If you haven't heard, North Korea allegedly conducted a nuclear weapon test last weekend. The media response to this has been somewhat ambiguous. The problem, as i understand it, is that the test was underground, rather than, say, a missile test as had been anticipated. Since it was underground, of course, no one saw it, nor did satellites image it. The evidence comes from seismic readings that showed activity of a magnitude of 3.6 (or 4.2, depending on whom you ask) on the Richter scale at the time that North Korea said they would be conducting the test.
There's various things that i find interesting (and lots that is scary) about this. Prior to the time North Korea said they would test, news reports were questioning whether it would be a missile test. After the test time, we clearly knew it wasn't a missile test (presumably no missiles were observed), yet no one would acknowledge that it was indeed a nuclear weapon test. Instead it was alleged. The evidence was circumstantial; it could have perhaps been a convenient earthquake. Perhaps N. Korea fabricated the whole thing by simply pounding on the earth's mantle lightly at the right moment.
What's most distressing to me, though, is that we don't know. I mean, the civilian population. I've heard that the US has stations hard-wired to the earth's mantle to detect just such a thing and i don't doubt it. The idea that the US military would still, more than a few hours after the event, not know whether it was true, is just ludicrous. We started the nuclear age, so we should damn well be able to tell when another party is in the game.
Let's be clear about what sort of test it was. The (alleged) test was a nuclear explosion, the run-away nuclear reaction which is distinct from controlled nuclear burn that occurs in a power reactor. What N. Korea clearly did not do was to put the device, the nuclear bomb, onto the front of a missile and send the thing airborne. That would have been a missile test. It would certainly have been observed and, probably more importantly, would be perceived as much more threatening (where would the missile have been fired, for example). No matter, N. Korea conducted non-nuclear missile tests several years ago. It got everyone's panties in a wad at the time.
I'm pretty much the least well-informed person on matters of politics, nations, or history. You could probably find more data in fifteen minutes of googling, as i should be doing at this moment. But, having spoken today with someone who didn't know this occurred, i feel i must pass it along to anyone who happens to wind up here.
What my ignorance of world affairs leaves me most troubled about in regards to this whole things is simply what it means. Already the price of oil apparently will rise as a result. I don't understand why. But what are the long-term consequences? Pakistan already burst the nuclear bubble (so to speak) in 1998 and, so far, little has come of it. But i think this moves us into a new era in nuclear weapons. We're not in a cold war with one other super power. Instead, the super-powers have signed a Non-Proliferation Treaty, but the other guys just flat out disregard the rules. This is Nukes 2.0: the user makes the rules.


What the exercise asks →
Would you please write out each entry precisely as given?

*** Opening of Supplied material ***

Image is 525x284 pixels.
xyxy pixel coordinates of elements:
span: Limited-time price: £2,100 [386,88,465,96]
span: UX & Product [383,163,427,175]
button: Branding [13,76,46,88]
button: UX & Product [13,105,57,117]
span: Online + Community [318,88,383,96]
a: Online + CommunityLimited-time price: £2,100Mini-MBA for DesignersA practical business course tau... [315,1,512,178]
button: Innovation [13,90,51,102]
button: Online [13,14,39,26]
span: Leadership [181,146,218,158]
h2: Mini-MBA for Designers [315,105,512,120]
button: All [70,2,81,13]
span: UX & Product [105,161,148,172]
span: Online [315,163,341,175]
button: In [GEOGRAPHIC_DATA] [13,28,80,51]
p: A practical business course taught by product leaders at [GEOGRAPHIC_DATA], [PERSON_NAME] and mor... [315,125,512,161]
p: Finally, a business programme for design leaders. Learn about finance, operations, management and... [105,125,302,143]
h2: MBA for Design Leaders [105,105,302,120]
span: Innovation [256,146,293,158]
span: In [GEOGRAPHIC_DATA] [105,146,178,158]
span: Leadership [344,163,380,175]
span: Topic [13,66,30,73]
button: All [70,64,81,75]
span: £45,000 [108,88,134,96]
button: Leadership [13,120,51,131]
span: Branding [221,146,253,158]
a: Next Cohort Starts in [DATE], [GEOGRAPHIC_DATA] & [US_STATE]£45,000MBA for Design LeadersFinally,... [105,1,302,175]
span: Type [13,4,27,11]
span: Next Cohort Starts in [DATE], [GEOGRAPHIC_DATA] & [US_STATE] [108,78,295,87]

*** Close of Supplied material ***

Response →
Image is 525x284 pixels.
xyxy pixel coordinates of elements:
span: Limited-time price: £2,100 [386,88,465,96]
span: UX & Product [383,163,427,175]
button: Branding [13,76,46,88]
button: UX & Product [13,105,57,117]
span: Online + Community [318,88,383,96]
a: Online + CommunityLimited-time price: £2,100Mini-MBA for DesignersA practical business course tau... [315,1,512,178]
button: Innovation [13,90,51,102]
button: Online [13,14,39,26]
span: Leadership [181,146,218,158]
h2: Mini-MBA for Designers [315,105,512,120]
button: All [70,2,81,13]
span: UX & Product [105,161,148,172]
span: Online [315,163,341,175]
button: In [GEOGRAPHIC_DATA] [13,28,80,51]
p: A practical business course taught by product leaders at [GEOGRAPHIC_DATA], [PERSON_NAME] and mor... [315,125,512,161]
p: Finally, a business programme for design leaders. Learn about finance, operations, management and... [105,125,302,143]
h2: MBA for Design Leaders [105,105,302,120]
span: Innovation [256,146,293,158]
span: In [GEOGRAPHIC_DATA] [105,146,178,158]
span: Leadership [344,163,380,175]
span: Topic [13,66,30,73]
button: All [70,64,81,75]
span: £45,000 [108,88,134,96]
button: Leadership [13,120,51,131]
span: Branding [221,146,253,158]
a: Next Cohort Starts in [DATE], [GEOGRAPHIC_DATA] & [US_STATE]£45,000MBA for Design LeadersFinally,... [105,1,302,175]
span: Type [13,4,27,11]
span: Next Cohort Starts in [DATE], [GEOGRAPHIC_DATA] & [US_STATE] [108,78,295,87]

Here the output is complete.